One hundred years ago, photography involved wooden cameras, metal tripods and glass plates. Then along came the Leica 1(A), a device that repurposed 35mm movie-film negative for a camera that was portable, lightweight and allowed users to take more than one shot without changing the film.
It was dismissed as a toy.
“Professional photographers didn’t trust it,” says Stefan Daniel, executive vice president of technology and operations at Leica, from the company’s headquarters in the city of Wetzlar, near Frankfurt, Germany.
“It’s the typical reaction when something revolutionary comes up. But it really made photography much more mobile, much more agile than before.”
Early adopters — including street photographers, explorers and members of the Bauhaus movement — did trust it, seeing the potential after it launched at the 1925 Leipzig Spring Fair.
The 1(A) was prophetically named: creating a paradigm shift that took photography from a stiff, studio-based practice into a versatile and candid art form, opening up new possibilities for enthusiasts and pros alike.
As Leica prepares for a year of centennial celebrations, it doesn’t want for credible advocates. Elvis Presley, Alfred Hitchcock, Stanley Kubrick and Miles Davis were all fans; as are Brad Pitt, Daniel Craig and Lenny Kravitz today.
The professional snappers soon came around, too — Henri Cartier-Bresson is synonymous with his Leica 35mm (fitted with a 50mm lens), and from there, you can count off endorsements from Robert Capa, William Eggleston, Vivian Maier and Robert Frank, up to Joel Meyerowitz, Annie Leibovitz and Greg Williams now.
The brand has endured partly because it has kept up with the times; it launched its first mirrorless (silent) camera, the Leica SL, in 2015. An instant camera, the Leica Sofort, followed in 2016. A compact full-frame digital model, the Leica Q2, arrived in 2019.
More significantly, it has maintained exclusivity, luxury appeal and fierce brand loyalty, thanks to the emotional connection photographers feel they get from a Leica, and a Leica only. Each model is still hand-assembled in Germany, and built to last.
“At the origin, there wasn’t a designer at work,” says Daniel. “There were the engineers doing the product. Only, looking back, you can see what an amazing job they have done, to create a very functional product, which is beautiful in itself. It’s not a coincidence that the Q looks like an SL, or the Sofort. We never give room to ‘Oh, we could add this or that function’. It’s ‘less is more’.
“Because in the end, you should concentrate on the subject, not the camera. It makes your images much, much better.”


* _Your assignment_
Please reproduce the listing in its entirety, exactly as written, but without images.

* _Given records_

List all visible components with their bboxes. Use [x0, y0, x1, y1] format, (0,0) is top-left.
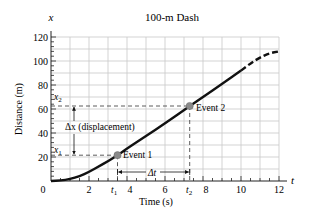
y-axis-label: Distance (m)	[13, 83, 25, 135]
y-tick-label: 100	[33, 56, 48, 67]
x-tick-label: 8	[204, 184, 209, 195]
x-tick-label: 2	[87, 184, 92, 195]
x-tick-label: 10	[236, 184, 246, 195]
y-tick-label: 120	[33, 32, 48, 43]
t2-label: t2	[186, 185, 193, 197]
chart-labels: 100-m Dash x t Time (s) Distance (m) Eve…	[13, 11, 295, 208]
event-2-marker	[186, 102, 193, 109]
event-1-label: Event 1	[123, 150, 153, 160]
x-axis-symbol: t	[291, 174, 295, 186]
y-tick-label: 60	[38, 104, 48, 115]
x-tick-label: 0	[41, 184, 46, 195]
x-axis-label: Time (s)	[139, 196, 173, 208]
event-guides	[51, 106, 190, 181]
distance-time-chart: 100-m Dash x t Time (s) Distance (m) Eve…	[0, 0, 311, 222]
y-tick-label: 40	[38, 128, 48, 139]
y-axis-symbol: x	[48, 11, 54, 23]
x2-label: x2	[53, 92, 62, 104]
t1-label: t1	[111, 185, 118, 197]
event-2-label: Event 2	[196, 103, 226, 113]
chart-title: 100-m Dash	[145, 11, 200, 23]
grid	[51, 37, 279, 181]
delta-t-label: Δt	[147, 168, 157, 178]
event-1-marker	[114, 152, 121, 159]
x-tick-label: 6	[163, 184, 168, 195]
x-tick-label: 4	[128, 184, 133, 195]
y-tick-label: 20	[38, 152, 48, 163]
y-tick-label: 80	[38, 80, 48, 91]
displacement-label: Δx (displacement)	[65, 122, 135, 133]
x-tick-label: 12	[274, 184, 284, 195]
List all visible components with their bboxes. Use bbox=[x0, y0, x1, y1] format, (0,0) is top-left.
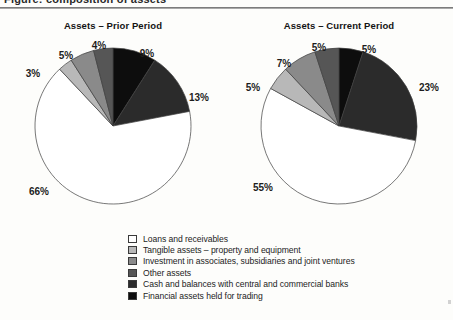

* _Solution for this problem_
List all visible components with their bboxes. Use [x0, y0, x1, y1] format, (0,0) is top-left.
y-axis-label: Distance (m)	[13, 83, 25, 135]
y-tick-label: 100	[33, 56, 48, 67]
x-tick-label: 8	[204, 184, 209, 195]
x-tick-label: 2	[87, 184, 92, 195]
x-tick-label: 10	[236, 184, 246, 195]
y-tick-label: 120	[33, 32, 48, 43]
t2-label: t2	[186, 185, 193, 197]
chart-labels: 100-m Dash x t Time (s) Distance (m) Eve…	[13, 11, 295, 208]
event-2-marker	[186, 102, 193, 109]
event-1-label: Event 1	[123, 150, 153, 160]
x-axis-symbol: t	[291, 174, 295, 186]
y-tick-label: 60	[38, 104, 48, 115]
x-tick-label: 0	[41, 184, 46, 195]
x-axis-label: Time (s)	[139, 196, 173, 208]
event-guides	[51, 106, 190, 181]
distance-time-chart: 100-m Dash x t Time (s) Distance (m) Eve…	[0, 0, 311, 222]
y-tick-label: 40	[38, 128, 48, 139]
y-axis-symbol: x	[48, 11, 54, 23]
x2-label: x2	[53, 92, 62, 104]
t1-label: t1	[111, 185, 118, 197]
event-2-label: Event 2	[196, 103, 226, 113]
chart-title: 100-m Dash	[145, 11, 200, 23]
grid	[51, 37, 279, 181]
delta-t-label: Δt	[147, 168, 157, 178]
event-1-marker	[114, 152, 121, 159]
x-tick-label: 6	[163, 184, 168, 195]
x-tick-label: 4	[128, 184, 133, 195]
y-tick-label: 20	[38, 152, 48, 163]
y-tick-label: 80	[38, 80, 48, 91]
displacement-label: Δx (displacement)	[65, 122, 135, 133]
x-tick-label: 12	[274, 184, 284, 195]
List all visible components with their bboxes. Use bbox=[x0, y0, x1, y1] format, (0,0) is top-left.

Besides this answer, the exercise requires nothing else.